I'm referring more to the PE impact, or any other router that 
participates in unicast IPv4 peering.  There's still a single 
BGP process, a finite amount of memory and CPU resources, etc..,
and impacting any of these can adversely effect IPv4 route 
stability.  Or does the separation you refer to suggest that
we have no worries with BGP and route table growth, churn 
frequency, et al., and that it should be left to the academics?  

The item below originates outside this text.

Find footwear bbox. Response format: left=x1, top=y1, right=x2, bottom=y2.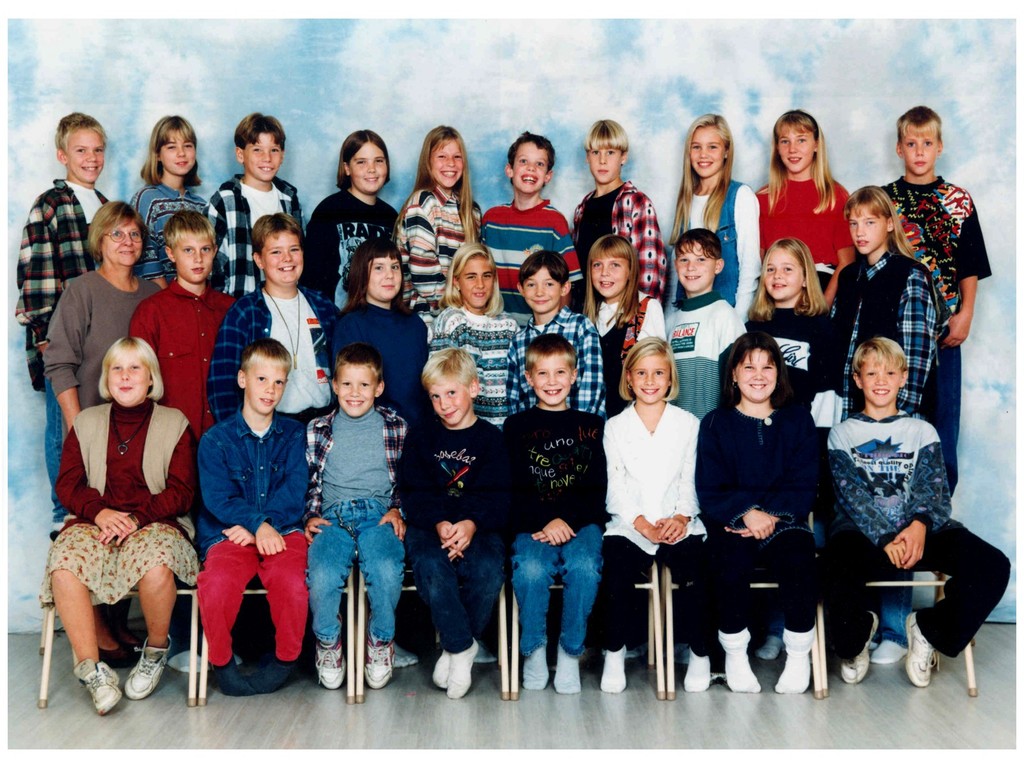
left=122, top=620, right=177, bottom=695.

I fully agree that if dedicated infrastructure is employed for 
this purpose then there will clearly be less impact.  However,
the whole pitch is that existing network elements can be used
to offer the service, the same network elements that provide
"Internet" connectivity today -- and lots of folks have drank 
the kool-aide -- all in hopes of generating more revenue from 
their existing IP infrastructure, not new dedicated or overlay 
ones.    

Then every time someone brings up a scalability or convergence 
or security issue with BGP/MPLS VPNs a slew of Cisco folks tell 
them it's targeted at private networks and different 
infrastructures (hence the requirement for BGP, MPLS, etc.., 
I guess).

Rob, I know how you & your cohorts feel, I was looking for operator 
feedback.  Feedback especially regarding the "Security" document 
I referenced.  As well, I felt that feedback on potential impacts
to the global routing stability should be of relevance to the 
community (versus swept under the rug).

-danny (who strives to only listen to the rest of this thread)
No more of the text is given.